I’m up to this line:
「舗装されていない道ばたの雑草にも駅の建物にも土ぼこりがあつくかかっている」
My initial reaction.
Manga never prepared me for this!
This is a very early sentence, but it’s still very early in the week. I wasn’t certain what I should “spoiler”, so I’ve put everything behind “details”. This whole post is about the above sentence.
Parts of the Sentence
Parts of the Sentence
Okay, I can break this down into clauses and such. The two にも help out with this.
- ((舗装+されて+いない)道ばた+の+雑草)にも
- (駅+の+建物)にも
- 土ぼこり+が + (あつく+かかって+いる)
Core Sentence
Core Sentence
The very core of this sentence is:
土ぼこりが+いる
土ぼこり (“dust”) is the subject. And its action is いる (“to exist”).
So the core sentence is “dust exists”.
Everything else is fluff detail that builds on top of that.
Building up the Verb
Building up the Verb
あつく+かかって+いる
あつい can be “hot” or “thick”; since I’ve never encountered “hot dust” but I’ve seen “thick dust” (it piles up everywhere!), context tells me that this is “thick”. And the verb あつい is an adverb when the い is replaced by く, so “thickly”.
The verb it’s modifying is かかる, which is the verb used when something covers something, such as dust covering. So, あつくかかる is “thickly covers”.
With the いる, this gives the verb as “exists (in the state of) thickly covering”.
Victims of a Cover-Up
Victims of a Cover-Up
The core of this portion is 建物にも・雑草にも. Everything else builds on top of these two nouns.
The second is straightforward: 建物 is “building”, but which building specifically? 駅+の is “(train) station’s”. So, it’s the station’s building. This is one of the things which the “dust thickly covers”. “Dust thickly covers the train station.”
I was hoping that one would take longer… Okay, on to the first one.
The core of this portion is the noun 雑草 or “weed”. It also has a modifier, 道ばた+の, meaning “roadside’s”. This is the “roadside’s weed”, which would be said in English as “weeds alongside the road”.
However, this is also modified, by 舗装+されて+いない.
舗装 is “pavement”.
されて is from される, which is the receptive form of する, so “to receive pavement”.
いない is the negative form of いる, meaning “to not exist”.
Thus, this isn’t just any “roadside”, it’s roadside which “is not (in the state of) receiving pavement”, or simply “unpaved roadside”.
“Dust thickly covers the weeds alongside the unpaved road.”
Finding にも
Finding にも
The particles に and も are combined here, but should be looked at separately.
に marks a target, and can be used to say things like “book on the table”. に tells us that the thick covering of dust is “on” the weeds, and is “on” the building. The dust didn’t start out there originally, but at one point in time these came to be the destination of the dust. The dust went toward these things and came to be there, so it is now “on” these things.
も is similar to は in being a topic marker, but it conveys inclusiveness. If the book simple said “dust is thickly covering” without setting the topic, then we might think リナ or the 女の人 is covered in dust. To avoid this confusion, the topic is set to the building, but it’s also set to the weeds. Since multiple items are inclusively set as the topic, も is used rather than は.
I will now re-read the sentence multiple times with this understanding, and hopefully it’ll start to become natural!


Please provide the entries below again, word for word.

BEGIN Data supplied

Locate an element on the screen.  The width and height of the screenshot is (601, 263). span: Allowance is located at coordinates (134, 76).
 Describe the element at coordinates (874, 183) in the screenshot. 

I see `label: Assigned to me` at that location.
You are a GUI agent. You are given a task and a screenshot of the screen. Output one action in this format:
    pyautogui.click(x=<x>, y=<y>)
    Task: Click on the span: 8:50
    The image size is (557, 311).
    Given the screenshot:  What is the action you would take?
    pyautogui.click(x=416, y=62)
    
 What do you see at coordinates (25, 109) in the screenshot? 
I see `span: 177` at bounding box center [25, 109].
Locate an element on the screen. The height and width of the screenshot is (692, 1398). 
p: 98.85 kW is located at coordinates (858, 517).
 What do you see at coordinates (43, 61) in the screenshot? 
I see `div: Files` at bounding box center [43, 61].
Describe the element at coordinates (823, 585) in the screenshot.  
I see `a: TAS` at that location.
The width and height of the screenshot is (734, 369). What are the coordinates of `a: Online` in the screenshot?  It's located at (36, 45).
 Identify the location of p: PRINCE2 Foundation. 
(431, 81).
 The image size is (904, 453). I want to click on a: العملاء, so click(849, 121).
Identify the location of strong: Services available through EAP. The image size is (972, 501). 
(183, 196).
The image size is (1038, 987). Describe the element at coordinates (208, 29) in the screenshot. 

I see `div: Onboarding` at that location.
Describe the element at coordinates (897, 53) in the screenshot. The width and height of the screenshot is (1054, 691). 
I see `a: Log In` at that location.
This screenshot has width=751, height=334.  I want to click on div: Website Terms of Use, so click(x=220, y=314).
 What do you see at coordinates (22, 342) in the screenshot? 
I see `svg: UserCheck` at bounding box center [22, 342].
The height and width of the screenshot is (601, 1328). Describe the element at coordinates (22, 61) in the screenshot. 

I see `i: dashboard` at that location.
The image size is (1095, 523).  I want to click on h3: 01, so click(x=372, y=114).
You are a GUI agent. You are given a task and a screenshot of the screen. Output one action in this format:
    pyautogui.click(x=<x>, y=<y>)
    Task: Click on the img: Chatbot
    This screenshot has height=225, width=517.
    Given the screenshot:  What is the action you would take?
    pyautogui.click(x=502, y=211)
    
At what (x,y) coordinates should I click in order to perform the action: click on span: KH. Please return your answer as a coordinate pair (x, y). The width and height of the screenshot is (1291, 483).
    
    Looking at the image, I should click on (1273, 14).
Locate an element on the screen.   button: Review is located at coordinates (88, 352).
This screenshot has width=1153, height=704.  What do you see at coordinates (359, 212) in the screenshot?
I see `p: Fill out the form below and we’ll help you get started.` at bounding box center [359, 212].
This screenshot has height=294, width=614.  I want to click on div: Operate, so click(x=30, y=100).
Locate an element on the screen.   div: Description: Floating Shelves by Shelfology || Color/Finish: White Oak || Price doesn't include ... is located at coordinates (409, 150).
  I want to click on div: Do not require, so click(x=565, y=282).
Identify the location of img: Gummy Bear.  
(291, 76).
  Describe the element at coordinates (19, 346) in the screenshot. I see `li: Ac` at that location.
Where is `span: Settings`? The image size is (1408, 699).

END Data supplied

* Answer box *
Locate an element on the screen.  The width and height of the screenshot is (601, 263). span: Allowance is located at coordinates (134, 76).
 Describe the element at coordinates (874, 183) in the screenshot. 

I see `label: Assigned to me` at that location.
You are a GUI agent. You are given a task and a screenshot of the screen. Output one action in this format:
    pyautogui.click(x=<x>, y=<y>)
    Task: Click on the span: 8:50
    The image size is (557, 311).
    Given the screenshot:  What is the action you would take?
    pyautogui.click(x=416, y=62)
    
 What do you see at coordinates (25, 109) in the screenshot? 
I see `span: 177` at bounding box center [25, 109].
Locate an element on the screen. The height and width of the screenshot is (692, 1398). 
p: 98.85 kW is located at coordinates (858, 517).
 What do you see at coordinates (43, 61) in the screenshot? 
I see `div: Files` at bounding box center [43, 61].
Describe the element at coordinates (823, 585) in the screenshot.  
I see `a: TAS` at that location.
The width and height of the screenshot is (734, 369). What are the coordinates of `a: Online` in the screenshot?  It's located at (36, 45).
 Identify the location of p: PRINCE2 Foundation. 
(431, 81).
 The image size is (904, 453). I want to click on a: العملاء, so click(849, 121).
Identify the location of strong: Services available through EAP. The image size is (972, 501). 
(183, 196).
The image size is (1038, 987). Describe the element at coordinates (208, 29) in the screenshot. 

I see `div: Onboarding` at that location.
Describe the element at coordinates (897, 53) in the screenshot. The width and height of the screenshot is (1054, 691). 
I see `a: Log In` at that location.
This screenshot has width=751, height=334.  I want to click on div: Website Terms of Use, so click(x=220, y=314).
 What do you see at coordinates (22, 342) in the screenshot? 
I see `svg: UserCheck` at bounding box center [22, 342].
The height and width of the screenshot is (601, 1328). Describe the element at coordinates (22, 61) in the screenshot. 

I see `i: dashboard` at that location.
The image size is (1095, 523).  I want to click on h3: 01, so click(x=372, y=114).
You are a GUI agent. You are given a task and a screenshot of the screen. Output one action in this format:
    pyautogui.click(x=<x>, y=<y>)
    Task: Click on the img: Chatbot
    This screenshot has height=225, width=517.
    Given the screenshot:  What is the action you would take?
    pyautogui.click(x=502, y=211)
    
At what (x,y) coordinates should I click in order to perform the action: click on span: KH. Please return your answer as a coordinate pair (x, y). The width and height of the screenshot is (1291, 483).
    
    Looking at the image, I should click on (1273, 14).
Locate an element on the screen.   button: Review is located at coordinates (88, 352).
This screenshot has width=1153, height=704.  What do you see at coordinates (359, 212) in the screenshot?
I see `p: Fill out the form below and we’ll help you get started.` at bounding box center [359, 212].
This screenshot has height=294, width=614.  I want to click on div: Operate, so click(x=30, y=100).
Locate an element on the screen.   div: Description: Floating Shelves by Shelfology || Color/Finish: White Oak || Price doesn't include ... is located at coordinates (409, 150).
  I want to click on div: Do not require, so click(x=565, y=282).
Identify the location of img: Gummy Bear.  
(291, 76).
  Describe the element at coordinates (19, 346) in the screenshot. I see `li: Ac` at that location.
Where is `span: Settings`? The image size is (1408, 699).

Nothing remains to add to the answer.